It turns out this was already enabled on MSVC (due to /EHsc), but let's
enable it on other platforms as well.
Exception handling comes with a huge caveat: SourceMod and SourcePawn
are not exception safe. Not only do they predate usable STL (C++11),
they often predate C++03, and sometimes even C++ itself. There are many
places we do not use RAII, or where we accumulate state in a way that
cannot be interrupted.
By enabling exceptions, we are NOT inviting general try/catch. We are
still assuming that a `throw` anywhere within SourceMod will ultimately
result in a crash.
However, as we enable more and more STL, we are losing the ability to
gracefully handle constructor failures and malloc failures. So try-catch
is now enabled. It should only be used in the narrowest of
circumstances:
- When an exception can be thrown by a library call, and
- There is no way "a priori" to tell if an exception will be thrown
(for example, std::bad_alloc or std::system_error), and
- Handling the exception is meaningful.
Generally malloc failures should not be considered meaningful. Once
memory is exhausted, the program will crash or be OOM-killed, so there's
no point in handling the failure. However, cases where the allocation
amount is variable may be meaningful to handle. A simple example would
be CDataPack, where if a plugin leaks entries, it's better to handle
this gracefully given that vector growth is geometric. Another example
might be reads of a massive file or network request into a buffer.
These cases should be rare, given that memory pressure is usually
fatal to srcds anyway. But if you've decided to handle an exception,
the try-catch block should be as narrow as possible. For example,
the following is erroneous:
ke::Maybe<SomeGiganticThing> object;
try {
object.init();
} catch (const std::bad_alloc&) {
}
`ke::Maybe` is not threadsafe, and this can leak. Basically, do as
little as possible in try blocks, and use them sparingly, because
they're very difficult to audit.
We are also not inviting use of `throw`, as auditing it is even more
complex than try/catch. It is better to abort(), or use boolean
returns and two-stage object initialization.
|
||
|---|---|---|
| .github | ||
| bridge/include | ||
| configs | ||
| core | ||
| editor | ||
| extensions | ||
| gamedata | ||
| licenses | ||
| loader | ||
| plugins | ||
| public | ||
| sourcepawn@2075605089 | ||
| tools | ||
| translations | ||
| versionlib | ||
| .arcconfig | ||
| .gitattributes | ||
| .gitignore | ||
| .gitmodules | ||
| .travis.yml | ||
| AMBuildScript | ||
| changelog.txt | ||
| configure.py | ||
| product.version | ||
| pushbuild.txt | ||
| README.md | ||
SourceMod
General
- SourceMod website: Source Engine scripting and server administration
- Forum: Discussion forum including plugin/extension development
- General documentation: Miscellaneous information about SourceMod
- Stable builds: The latest stable SourceMod releases
- Dev builds: Builds of recent development versions
Development
- Issue tracker: Issues that require back and forth communication
- Building SourceMod: Instructions on how to build SourceMod itself using AMBuild
- SourcePawn scripting: SourcePawn examples and introduction to the language
- SourceMod plugin API: Online SourceMod plugin API reference generated from the include files
- SourceMod extension development: C++ examples and introduction to various extension interfaces
Contact
License
SourceMod is licensed under the GNU General Public License version 3. Special exceptions are outlined in the LICENSE.txt file inside of the licenses folder.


_TASK BRIEF:_
Every record here needs to be duplicated exactly.

_EXCERPTED DATA:_

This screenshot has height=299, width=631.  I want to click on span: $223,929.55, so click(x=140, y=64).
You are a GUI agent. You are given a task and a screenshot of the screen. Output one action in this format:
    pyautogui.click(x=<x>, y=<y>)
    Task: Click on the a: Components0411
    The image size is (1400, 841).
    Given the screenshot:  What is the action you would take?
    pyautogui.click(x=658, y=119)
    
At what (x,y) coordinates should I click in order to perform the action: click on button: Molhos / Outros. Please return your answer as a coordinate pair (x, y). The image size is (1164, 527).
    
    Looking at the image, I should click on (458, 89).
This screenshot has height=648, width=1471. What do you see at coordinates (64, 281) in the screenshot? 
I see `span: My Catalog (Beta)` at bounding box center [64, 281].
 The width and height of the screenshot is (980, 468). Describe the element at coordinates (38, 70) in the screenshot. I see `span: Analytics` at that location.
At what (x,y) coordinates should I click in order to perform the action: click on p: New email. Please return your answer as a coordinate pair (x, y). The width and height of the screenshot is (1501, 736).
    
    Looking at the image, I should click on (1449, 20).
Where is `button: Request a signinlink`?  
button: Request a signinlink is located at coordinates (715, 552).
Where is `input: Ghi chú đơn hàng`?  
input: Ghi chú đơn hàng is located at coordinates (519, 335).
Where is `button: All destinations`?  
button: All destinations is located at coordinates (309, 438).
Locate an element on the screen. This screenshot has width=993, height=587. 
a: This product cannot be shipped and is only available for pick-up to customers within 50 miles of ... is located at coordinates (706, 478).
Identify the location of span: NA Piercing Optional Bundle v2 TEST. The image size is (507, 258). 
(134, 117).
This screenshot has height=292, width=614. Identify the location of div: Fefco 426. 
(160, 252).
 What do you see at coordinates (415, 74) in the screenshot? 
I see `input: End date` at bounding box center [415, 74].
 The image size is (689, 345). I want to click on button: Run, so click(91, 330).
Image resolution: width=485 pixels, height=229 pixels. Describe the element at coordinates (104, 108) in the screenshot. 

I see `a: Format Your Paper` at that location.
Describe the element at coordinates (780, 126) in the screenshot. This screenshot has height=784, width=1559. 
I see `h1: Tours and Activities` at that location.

_FINAL ANSWER:_
This screenshot has height=299, width=631.  I want to click on span: $223,929.55, so click(x=140, y=64).
You are a GUI agent. You are given a task and a screenshot of the screen. Output one action in this format:
    pyautogui.click(x=<x>, y=<y>)
    Task: Click on the a: Components0411
    The image size is (1400, 841).
    Given the screenshot:  What is the action you would take?
    pyautogui.click(x=658, y=119)
    
At what (x,y) coordinates should I click in order to perform the action: click on button: Molhos / Outros. Please return your answer as a coordinate pair (x, y). The image size is (1164, 527).
    
    Looking at the image, I should click on (458, 89).
This screenshot has height=648, width=1471. What do you see at coordinates (64, 281) in the screenshot? 
I see `span: My Catalog (Beta)` at bounding box center [64, 281].
 The width and height of the screenshot is (980, 468). Describe the element at coordinates (38, 70) in the screenshot. I see `span: Analytics` at that location.
At what (x,y) coordinates should I click in order to perform the action: click on p: New email. Please return your answer as a coordinate pair (x, y). The width and height of the screenshot is (1501, 736).
    
    Looking at the image, I should click on (1449, 20).
Where is `button: Request a signinlink`?  
button: Request a signinlink is located at coordinates (715, 552).
Where is `input: Ghi chú đơn hàng`?  
input: Ghi chú đơn hàng is located at coordinates (519, 335).
Where is `button: All destinations`?  
button: All destinations is located at coordinates (309, 438).
Locate an element on the screen. This screenshot has width=993, height=587. 
a: This product cannot be shipped and is only available for pick-up to customers within 50 miles of ... is located at coordinates (706, 478).
Identify the location of span: NA Piercing Optional Bundle v2 TEST. The image size is (507, 258). 
(134, 117).
This screenshot has height=292, width=614. Identify the location of div: Fefco 426. 
(160, 252).
 What do you see at coordinates (415, 74) in the screenshot? 
I see `input: End date` at bounding box center [415, 74].
 The image size is (689, 345). I want to click on button: Run, so click(91, 330).
Image resolution: width=485 pixels, height=229 pixels. Describe the element at coordinates (104, 108) in the screenshot. 

I see `a: Format Your Paper` at that location.
Describe the element at coordinates (780, 126) in the screenshot. This screenshot has height=784, width=1559. 
I see `h1: Tours and Activities` at that location.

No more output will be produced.